Taliban Claims Afghan ISIS Commanders Defecting to Them Over Excessive Violence

Commanders Objected to ISIS Mistreatment of Civilians

Afghan Taliban commander Mullah Abdul Jabbar, in the Nangarhar Province, claimed today that six important commanders from the ISIS affiliate in Afghanistan have defected to the Taliban, citing objections to ISIS violence against civilians.

According to the Taliban claim, the ISIS commanders had been ordered by the central ISIS leadership to burn villages, seize cattle and behead villagers, and refused to do so, deciding to join the Taliban instead.

They didn’t name any of the ISIS commanders, and there’s no evidence any of this is actually true. If it is, however, it seems like a major coup for the Taliban, which previously has been losing the recruitment battle with ISIS.

If it is true is also suggests ISIS, which has so far been relatively passive in Afghanistan, is looking to get a lot more aggressive against those areas, with Nangarhar Province likely to be the center of that activity.

Author: Jason Ditz

Jason Ditz is Senior Editor for Antiwar.com. He has 20 years of experience in foreign policy research and his work has appeared in The American Conservative, Responsible Statecraft, Forbes, Toronto Star, Minneapolis Star-Tribune, Providence Journal, Washington Times, and the Detroit Free Press.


In the entries that follow, how many lines include "CART"? Give the number and nothing else.
======== Source information
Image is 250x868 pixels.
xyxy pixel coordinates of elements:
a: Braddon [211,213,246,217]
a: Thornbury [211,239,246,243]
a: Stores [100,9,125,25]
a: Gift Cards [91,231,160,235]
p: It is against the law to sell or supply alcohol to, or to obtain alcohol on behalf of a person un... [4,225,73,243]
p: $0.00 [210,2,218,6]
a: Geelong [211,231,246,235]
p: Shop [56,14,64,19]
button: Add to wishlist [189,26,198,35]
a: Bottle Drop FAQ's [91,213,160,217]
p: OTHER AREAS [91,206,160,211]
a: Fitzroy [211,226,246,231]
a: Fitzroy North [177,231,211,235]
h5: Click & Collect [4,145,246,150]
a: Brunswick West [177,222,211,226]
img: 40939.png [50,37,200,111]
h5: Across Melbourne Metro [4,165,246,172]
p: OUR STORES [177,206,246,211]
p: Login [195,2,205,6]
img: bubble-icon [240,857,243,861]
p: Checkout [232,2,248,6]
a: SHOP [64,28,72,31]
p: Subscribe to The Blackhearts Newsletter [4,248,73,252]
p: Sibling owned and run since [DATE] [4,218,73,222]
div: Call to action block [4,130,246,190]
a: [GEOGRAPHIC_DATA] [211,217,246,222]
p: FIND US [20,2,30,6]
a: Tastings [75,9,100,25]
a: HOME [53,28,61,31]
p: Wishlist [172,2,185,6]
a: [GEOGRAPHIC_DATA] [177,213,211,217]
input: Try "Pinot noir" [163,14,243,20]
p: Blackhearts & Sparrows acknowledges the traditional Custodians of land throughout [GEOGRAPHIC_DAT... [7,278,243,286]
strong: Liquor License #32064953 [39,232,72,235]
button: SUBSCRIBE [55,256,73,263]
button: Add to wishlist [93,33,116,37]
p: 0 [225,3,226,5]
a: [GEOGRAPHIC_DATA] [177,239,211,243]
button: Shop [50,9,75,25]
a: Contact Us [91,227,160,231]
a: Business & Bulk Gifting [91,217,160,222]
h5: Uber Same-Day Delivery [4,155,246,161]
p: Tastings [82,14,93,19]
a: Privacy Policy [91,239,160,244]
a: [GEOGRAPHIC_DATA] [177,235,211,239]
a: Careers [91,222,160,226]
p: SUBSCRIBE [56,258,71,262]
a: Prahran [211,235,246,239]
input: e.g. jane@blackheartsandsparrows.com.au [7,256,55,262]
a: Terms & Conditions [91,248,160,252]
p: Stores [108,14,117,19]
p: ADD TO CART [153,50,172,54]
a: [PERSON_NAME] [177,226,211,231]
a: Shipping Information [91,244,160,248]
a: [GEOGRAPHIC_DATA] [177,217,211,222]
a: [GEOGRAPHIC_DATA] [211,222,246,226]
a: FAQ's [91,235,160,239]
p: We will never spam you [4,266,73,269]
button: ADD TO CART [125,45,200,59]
================
Result of this exercise ▸
2